| Subject: SMH: Jakarta's
new role recalls old terror
Sydney Morning Herald Feb 11, 2000
Jakarta's new role recalls old terror
Dili: The two-storey building on the
corner of 89 Jalan Farol is deserted now. Weeds grow around a broken
section of satellite antennae.
Three-metre high concrete walls topped
with barbed wire, and a rusting communications aerial, hint at a sinister,
previous purpose for this fortress-like building, its walls daubed with
Indonesian Army graffiti.
This was no ordinary dwelling. It once
served as an army-run interrogation and torture centre.
Now it will house Indonesia's new
diplomatic mission in East Timor, which expects to open before President
Abdurrahman Wahid's visit this month.
The East Timor human rights group
Yayasan-Hak (Foundation for Legal and Human Rights), whose staff braved
countless militia and army death threats in the lead-up to East Timor's
ballot on self-determination, say they are appalled at the United Nations
administration's decision to hand over the building to the Indonesians.

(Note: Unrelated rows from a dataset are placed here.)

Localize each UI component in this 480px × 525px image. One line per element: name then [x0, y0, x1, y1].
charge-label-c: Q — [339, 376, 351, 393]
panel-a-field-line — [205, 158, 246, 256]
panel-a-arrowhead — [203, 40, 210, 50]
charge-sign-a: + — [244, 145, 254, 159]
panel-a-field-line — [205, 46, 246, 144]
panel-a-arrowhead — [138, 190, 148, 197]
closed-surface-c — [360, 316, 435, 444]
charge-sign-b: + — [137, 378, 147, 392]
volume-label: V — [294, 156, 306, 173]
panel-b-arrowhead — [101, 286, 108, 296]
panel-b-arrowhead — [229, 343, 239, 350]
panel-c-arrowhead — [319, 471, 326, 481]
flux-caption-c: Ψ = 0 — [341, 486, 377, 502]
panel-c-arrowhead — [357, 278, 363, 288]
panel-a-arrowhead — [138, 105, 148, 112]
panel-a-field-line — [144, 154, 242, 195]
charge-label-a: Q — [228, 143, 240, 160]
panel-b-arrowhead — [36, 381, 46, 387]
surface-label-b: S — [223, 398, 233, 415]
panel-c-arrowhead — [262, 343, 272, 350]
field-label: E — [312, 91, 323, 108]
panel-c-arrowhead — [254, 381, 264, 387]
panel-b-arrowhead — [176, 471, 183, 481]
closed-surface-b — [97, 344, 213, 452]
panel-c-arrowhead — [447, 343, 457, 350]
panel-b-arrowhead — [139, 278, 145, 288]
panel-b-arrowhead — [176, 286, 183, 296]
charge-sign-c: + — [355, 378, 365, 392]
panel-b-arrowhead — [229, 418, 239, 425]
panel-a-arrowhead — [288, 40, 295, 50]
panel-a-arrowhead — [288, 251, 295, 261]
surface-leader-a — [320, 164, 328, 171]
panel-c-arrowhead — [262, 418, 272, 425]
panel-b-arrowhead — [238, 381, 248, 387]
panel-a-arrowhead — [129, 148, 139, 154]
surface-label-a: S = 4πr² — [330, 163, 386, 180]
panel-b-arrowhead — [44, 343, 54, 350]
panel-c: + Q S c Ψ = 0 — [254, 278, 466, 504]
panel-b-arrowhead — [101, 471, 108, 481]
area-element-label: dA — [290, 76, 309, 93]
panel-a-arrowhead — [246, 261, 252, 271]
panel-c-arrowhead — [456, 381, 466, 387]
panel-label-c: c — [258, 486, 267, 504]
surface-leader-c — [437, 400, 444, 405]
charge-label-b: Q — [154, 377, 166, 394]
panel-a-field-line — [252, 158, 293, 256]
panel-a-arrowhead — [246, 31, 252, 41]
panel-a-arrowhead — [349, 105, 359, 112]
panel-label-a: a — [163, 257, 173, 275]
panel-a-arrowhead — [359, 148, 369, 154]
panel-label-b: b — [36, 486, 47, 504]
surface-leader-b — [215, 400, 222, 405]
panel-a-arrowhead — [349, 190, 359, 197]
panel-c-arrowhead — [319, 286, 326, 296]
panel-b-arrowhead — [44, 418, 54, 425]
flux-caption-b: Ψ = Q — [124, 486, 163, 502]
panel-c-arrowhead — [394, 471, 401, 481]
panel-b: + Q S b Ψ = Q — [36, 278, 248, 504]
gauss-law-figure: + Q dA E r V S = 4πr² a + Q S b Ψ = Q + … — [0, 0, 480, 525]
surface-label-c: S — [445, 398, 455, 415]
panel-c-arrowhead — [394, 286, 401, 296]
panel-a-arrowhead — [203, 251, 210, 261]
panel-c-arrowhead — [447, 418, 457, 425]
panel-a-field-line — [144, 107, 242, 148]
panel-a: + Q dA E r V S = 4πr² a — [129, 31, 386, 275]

A Yayasan Hak spokesman, Mr Joaquim
Fonseca, said yesterday the building would have better served the East
Timorese as a centre for human rights.
"We applied to get the
building," he said. "The idea was to bring everyone there to
recount their stories of torture or detention - tell of their experiences
to remind people about what happened in the past and create a greater
respect for human rights.
"We wanted that building to be used
for human rights and create a new image. It used to be a symbol of
oppression."
The group was also concerned about it
being handed back to the Indonesians because it had in the past acted as
an intelligence-gathering centre.
"That building was constructed for
one purpose - intelligence activities. It was a symbol of oppression when
the Indonesians occupied East Timor," Mr Fonseca said.
"It was once a centre of
intelligence and detention. If the Indonesians take it over and use it as
a consulate it could send out the wrong message."
Next to No89 is the gutted two-storey
ruins of Yayasan-Hak's Dili headquarters, ransacked and burnt to the
ground in the violence that followed the independence vote.
Australian soldiers have detained two
militiamen in the East Timorese enclave of Oecussi after one of them
threatened the troops with an Indonesian military bayonet.